"The present moment may be remembered in two ways," opined The Times Higher in 1992, "as the time when Britain's still inward system of higher education was irreversibly opened up... to the immeasurable benefit of all; or as the time when the ill-defined but deeply etched 'quality' of our universities and colleges... (was) lost as irreversibly".
The summer of 1992 heralded the biggest expansion of the country's university system since the Robbins report decades earlier as 30 former polytechnics were granted leave to apply for university title. There was a good deal of argument, doubtless fruitful, around the details: over admissions, teaching assessment, research funding, who merged with whom to form what and where... and particularly over titles.
There was grumbling of course, on both sides of the binary divide, about "academic drift" and the inadvisability of mixing the ethos of a traditional university with that of its municipal and vocational cousins. And the odd snigger, from one side, as the soon-to-be former polytechnics eagerly equipped themselves with rituals and regalia - splendid gowns, retouched logos and maces at five grand a pop.
Yet there was little coherent opposition to the fundamentals - Labour backed the Conservative Government's proposals, and in the old universities "the donnish dogs" failed to bark.
Fifteen years on, what is the verdict? Inevitably, there have been mistakes. Perhaps the most serious was that many new institutions tried to ape their older peers by trying to play the same research game. In the rush to be the new Warwick or York, some lost their moorings. But after 15 years, and a few lessons expensively learnt, the sector, on balance, has much to be grateful for.
First, the ending of the binary divide greatly helped to expand higher education and bring participation rates closer to those enjoyed by the UK's developed competitors. The new universities played a key role in doing it efficiently, quickly and relatively cheaply. If expansion was not accompanied by the state largesse that accompanied Robbins, and staff-to-student ratios and the unit of resource continued to decline, the former polytechnics were hardly culpable.
Second, the new universities were, and remain, adept at extending the benefits of higher education among staff and students to non-traditional constituencies. It was significant that the old Committee of Vice-Chancellors and Principals gained its only female members when the new universities enlisted.

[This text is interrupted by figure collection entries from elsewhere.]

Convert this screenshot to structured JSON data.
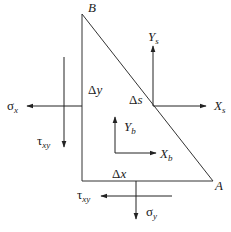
{
  "diagram": {
    "type": "free-body triangular element",
    "vertices": {
      "B": {
        "label": "B"
      },
      "A": {
        "label": "A"
      }
    },
    "edges": {
      "vertical": {
        "label": "Δy"
      },
      "bottom": {
        "label": "Δx"
      },
      "hypotenuse": {
        "label": "Δs"
      }
    },
    "stresses": {
      "sigma_x": {
        "base": "σ",
        "sub": "x"
      },
      "tau_xy_left": {
        "base": "τ",
        "sub": "xy"
      },
      "tau_xy_bottom": {
        "base": "τ",
        "sub": "xy"
      },
      "sigma_y": {
        "base": "σ",
        "sub": "y"
      }
    },
    "surface_forces": {
      "Xs": {
        "base": "X",
        "sub": "s"
      },
      "Ys": {
        "base": "Y",
        "sub": "s"
      }
    },
    "body_forces": {
      "Xb": {
        "base": "X",
        "sub": "b"
      },
      "Yb": {
        "base": "Y",
        "sub": "b"
      }
    },
    "line_color": "#333333"
  }
}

Third, they greatly helped to expand the idea of what could be studied in a university and how. To reprise the tabloid litany of "Mickey Mouse" degrees is crass and misleading. The new universities have been at the forefront in developing those subjects - health and business studies, information technologies, the arts in all their diverse forms, applied science, education - that are crucial to a modern economy.
Finally, it is a mistake to suppose that the university sector lost something when the new members were admitted to the club. Universities in this country have always been a plurality, and inclusion of the ex-polytechnics added depth and breadth to a system that has never been static and has always evolved.
"Must we choose," The Times Higher asked 15 years ago, "between quality and access?" The answer must be, as it was then, no. Nowhere is it written that you can have one but not the other. Quality is a salient issue in any system of provision; it should be no more implied in an elite model than its absence assumed in a mass one. Arguably, the former polytechnics earned their place at the university table long before they were allowed to do so in 1992; the past 15 years have only served to confirm the importance of their contribution.